» **Task objective**: Exactly transcribe the span of lines from the one containing "Describe the element" through the final line of the entries, inclusive, and nothing outside it. Exclude the pictures.

++++ Working data

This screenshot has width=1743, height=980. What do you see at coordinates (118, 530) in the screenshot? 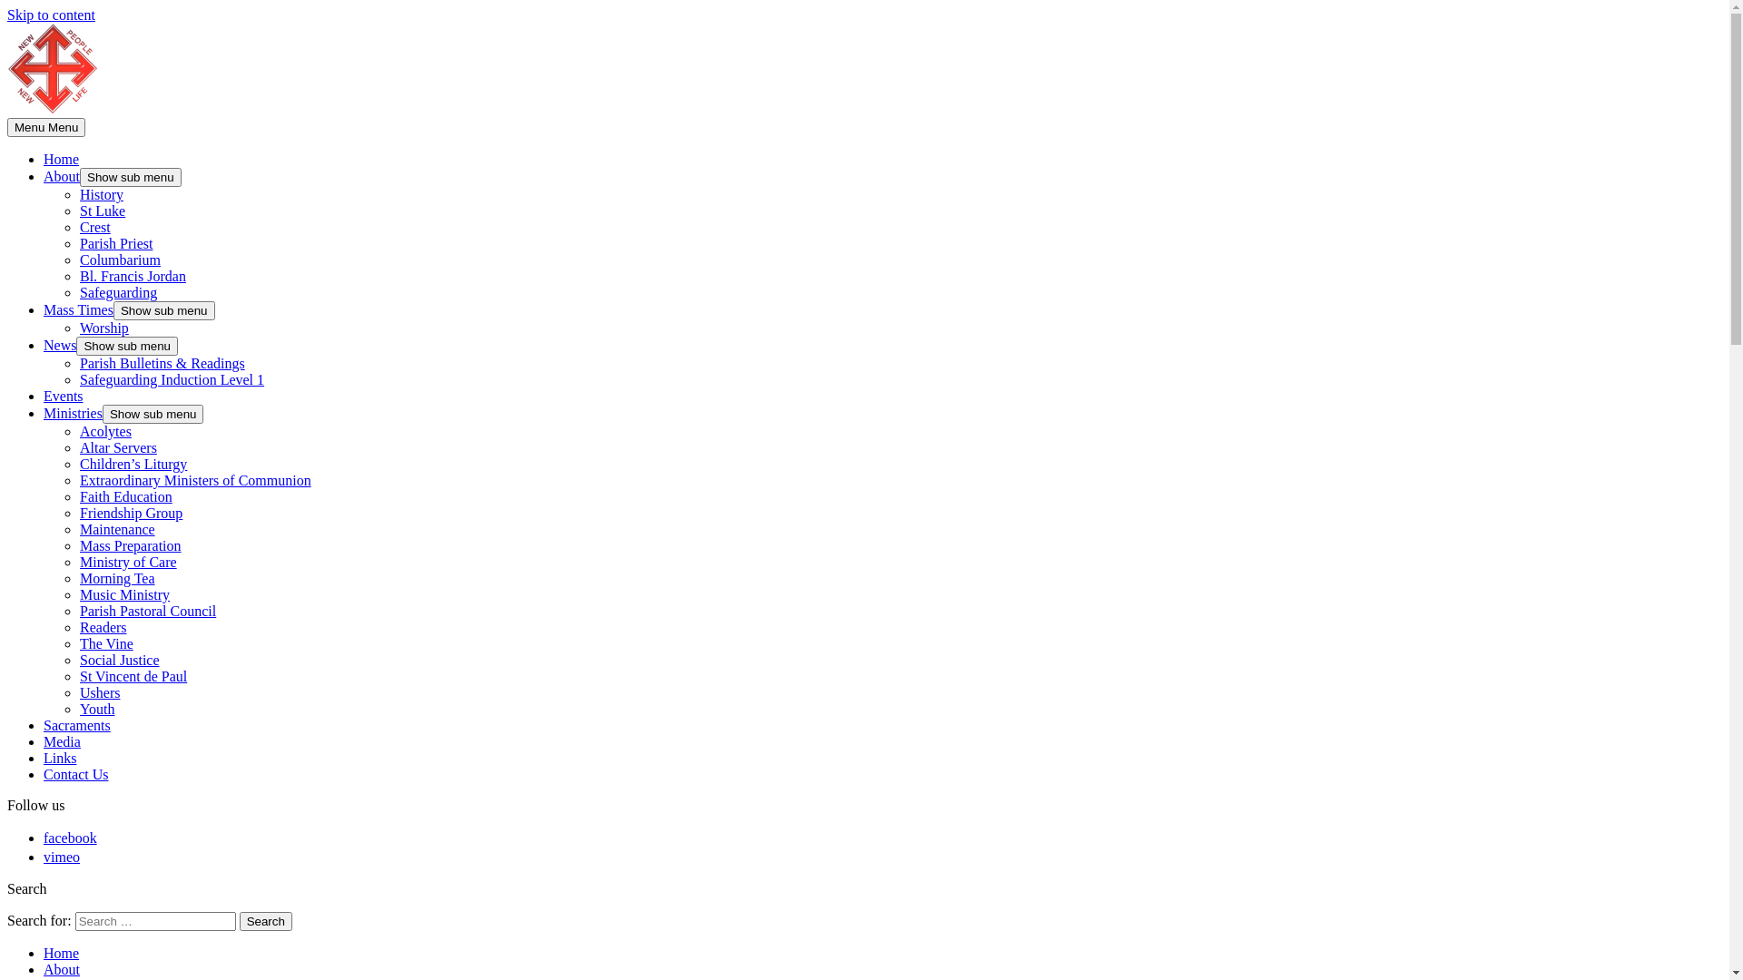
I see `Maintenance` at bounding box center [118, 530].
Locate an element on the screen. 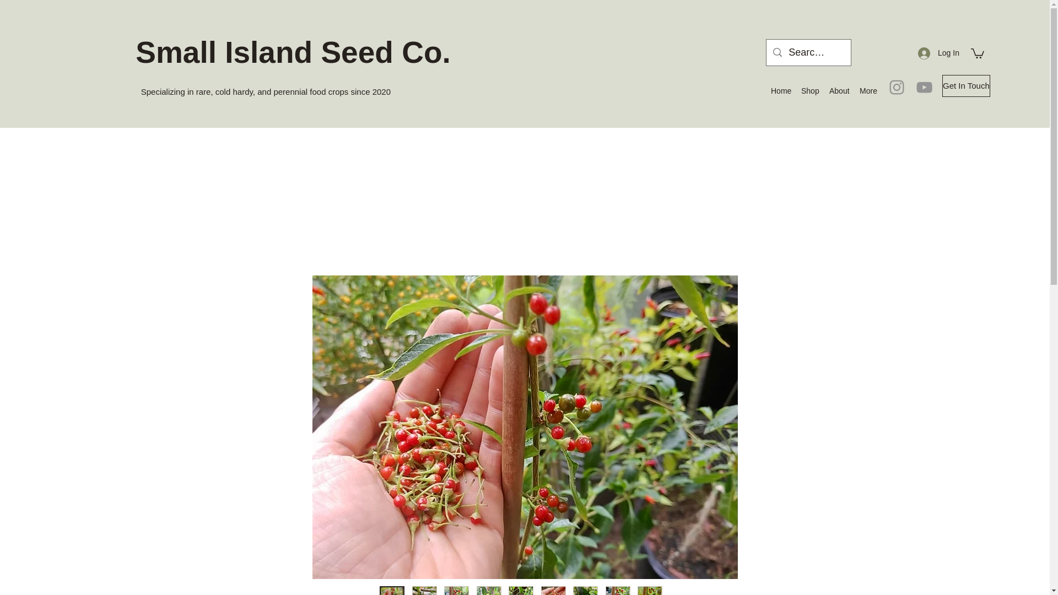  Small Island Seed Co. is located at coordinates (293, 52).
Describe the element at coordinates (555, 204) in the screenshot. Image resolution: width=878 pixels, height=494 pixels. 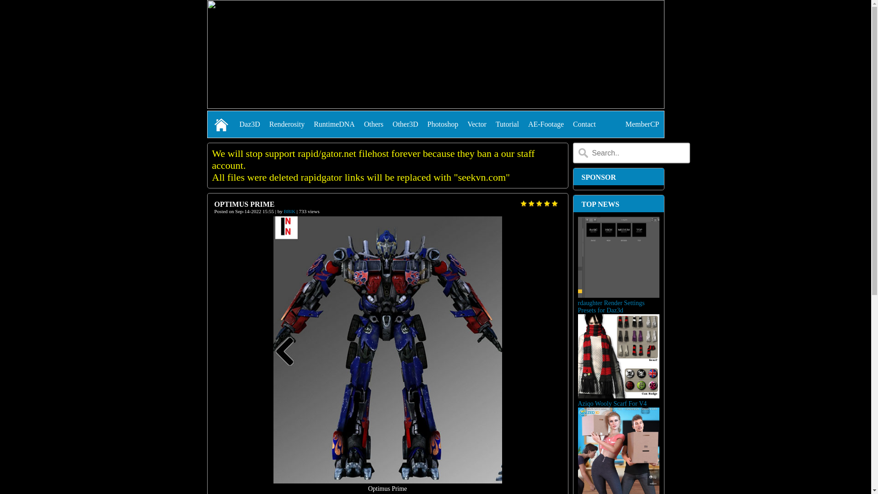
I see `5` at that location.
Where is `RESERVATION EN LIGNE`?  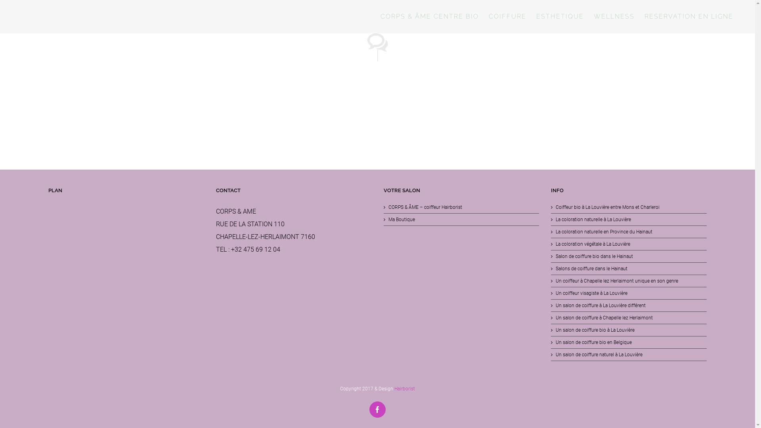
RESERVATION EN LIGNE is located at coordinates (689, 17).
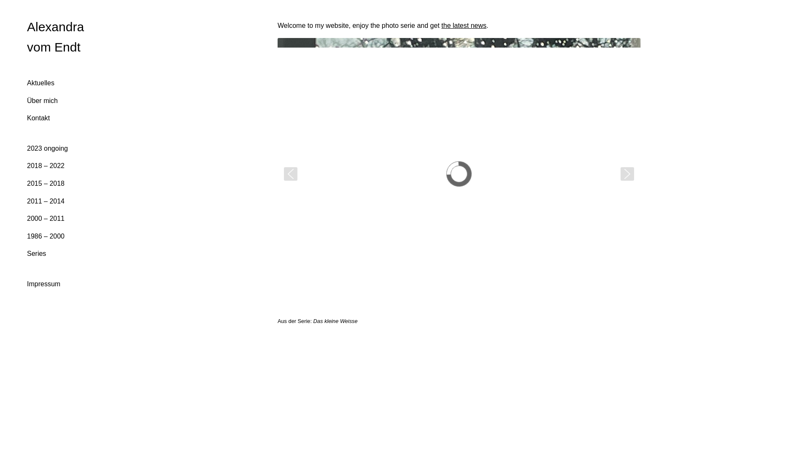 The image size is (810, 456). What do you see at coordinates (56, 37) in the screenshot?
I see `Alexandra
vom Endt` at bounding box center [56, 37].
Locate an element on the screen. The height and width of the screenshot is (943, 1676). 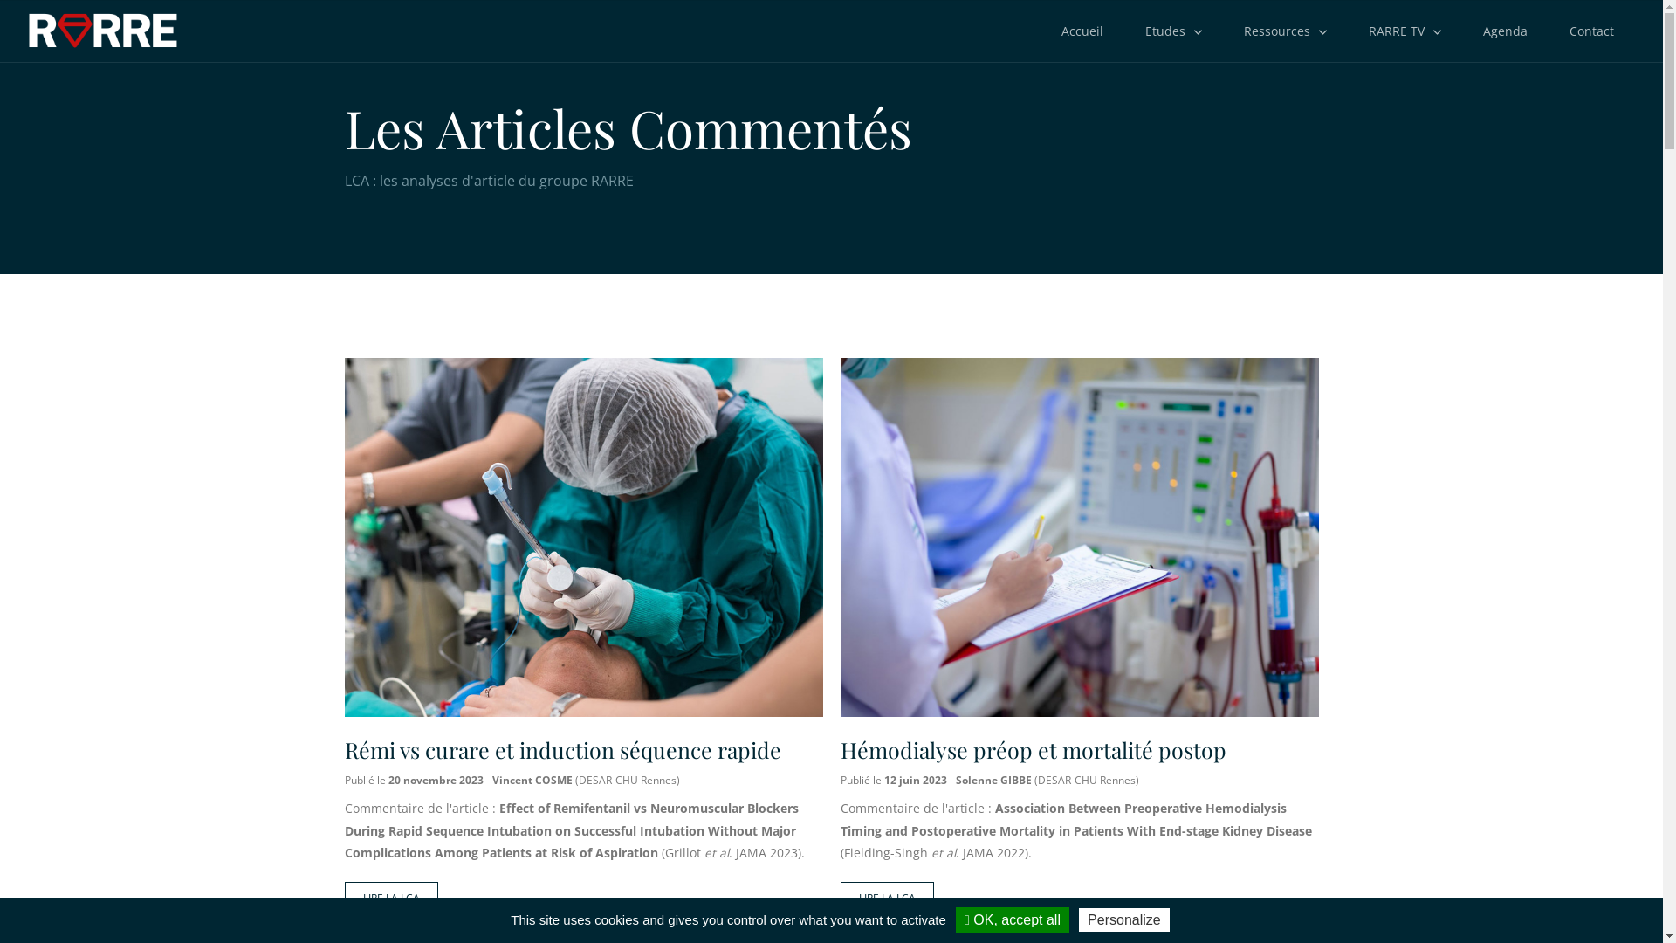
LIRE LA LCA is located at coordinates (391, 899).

++++++++

» **Task solution**:
Describe the element at coordinates (555, 204) in the screenshot. Image resolution: width=878 pixels, height=494 pixels. 
I see `5` at that location.
Where is `RESERVATION EN LIGNE`?  
RESERVATION EN LIGNE is located at coordinates (689, 17).
 The image size is (810, 456). What do you see at coordinates (56, 37) in the screenshot?
I see `Alexandra
vom Endt` at bounding box center [56, 37].
Locate an element on the screen. The height and width of the screenshot is (943, 1676). 
LIRE LA LCA is located at coordinates (391, 899).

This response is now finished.